In a report published on Tuesday, the Commons Defence Committee said the MoD’s failure to “provide adequate cost estimates, either on an overall programme basis or on a per-aircraft basis” was “wholly unsatisfactory”.

“It amounts to an open-ended financial commitment which can be quantified only in retrospect,”

the report said. The MoD is confronting a funding black hole of £20bn over the next decade.

In a separate report published on Sunday, the Defence Committee said it had “serious doubts” about the MoD’s ability to make the savings required to fund its £178bn new equipment programme.

The purchase of 48 US-made F-35B jets, which will fly from the two new aircraft carriers that are expected to come into service in the early 2020s, is one of the largest elements of the equipment programme. However, the programme has been hit by multiple setbacks, including concerns over spiralling costs. Unlike other combat jet programmes, the F-35 has evolved during production, with the manufacturer Lockheed Martin fixing problems as they arise.
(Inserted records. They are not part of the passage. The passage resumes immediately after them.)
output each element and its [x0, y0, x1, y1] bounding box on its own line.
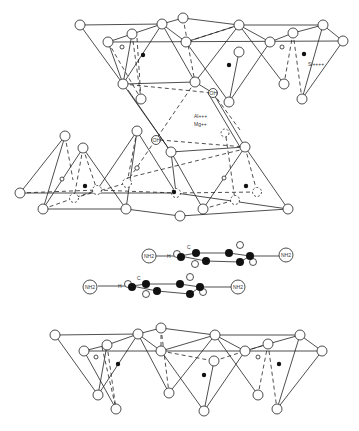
- aluminum-label: Al+++: [194, 113, 207, 119]
- upper-silicon-atoms: [141, 52, 306, 67]
- bottom-oxygens: [50, 323, 327, 416]
- magnesium-label: Mg++: [194, 121, 207, 127]
- hydroxyl-label-2: OH: [153, 137, 161, 143]
- svg-text:C: C: [137, 275, 141, 281]
- svg-text:NH2: NH2: [281, 252, 291, 258]
- bottom-silicon-atoms: [116, 362, 281, 377]
- clay-structure-diagram: OH OH Si++++ Al+++ Mg++: [0, 0, 359, 431]
- svg-text:NH2: NH2: [144, 253, 154, 259]
- hydroxyl-groups: OH OH: [152, 89, 218, 145]
- svg-text:NH2: NH2: [233, 284, 243, 290]
- silicon-label: Si++++: [308, 61, 324, 67]
- svg-text:H: H: [167, 253, 171, 259]
- intercalated-molecule-1: NH2 NH2 H C: [83, 274, 245, 299]
- svg-text:NH2: NH2: [85, 284, 95, 290]
- svg-text:C: C: [187, 244, 191, 250]
- intercalated-molecule-2: NH2 NH2 H C: [142, 242, 293, 268]
- hydroxyl-label-1: OH: [210, 90, 218, 96]
- svg-text:H: H: [118, 283, 122, 289]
Stephen Lovegrove, permanent secretary to the MoD, said last month that the first tranche of 48 F-35s would cost £9.1bn by 2026, rising to £13bn by 2048. The UK has said it will eventually buy 138 F-35s but has not provided an estimate for the overall cost.

Both the MoD and Lockheed Martin say the cost per aircraft will fall during the life of the programme. The US company says the latest version costs $122.3m each, a 38 per cent reduction on the cost of the first consignment delivered to the RAF.

At the weekend, the UK took delivery of its 14th F-35 at an air base in Beaufort, South Carolina, where the aircraft is being tested. However, the Defence Committee said that while it understood the procurement process meant each lot of F-35s was subject to an individual negotiation process, it was

“simply not acceptable for the Ministry of Defence to refuse to disclose to parliament and the public its estimates for the total cost of the programme, and to suggest instead that we must wait until the mid-2030s”.

A spokesperson for the MoD said the department strongly refuted the “suggestion of a lack of transparency in the F-35 programme”.

“As ministers, civil servants and members of our armed forces have emphasised, the programme remains on track, on time, within costs and not only offers our military the world’s most advanced fighter jet but will support over 24,000 British jobs,”

the spokesperson said.

The MoD added that it would be “irresponsible” to publish in-house estimations for costs 50 years in the future. Lockheed Martin said on Tuesday it had “resolved challenges throughout the F-35’s development phase” and it would continue to “implement efficiencies and reduce costs”.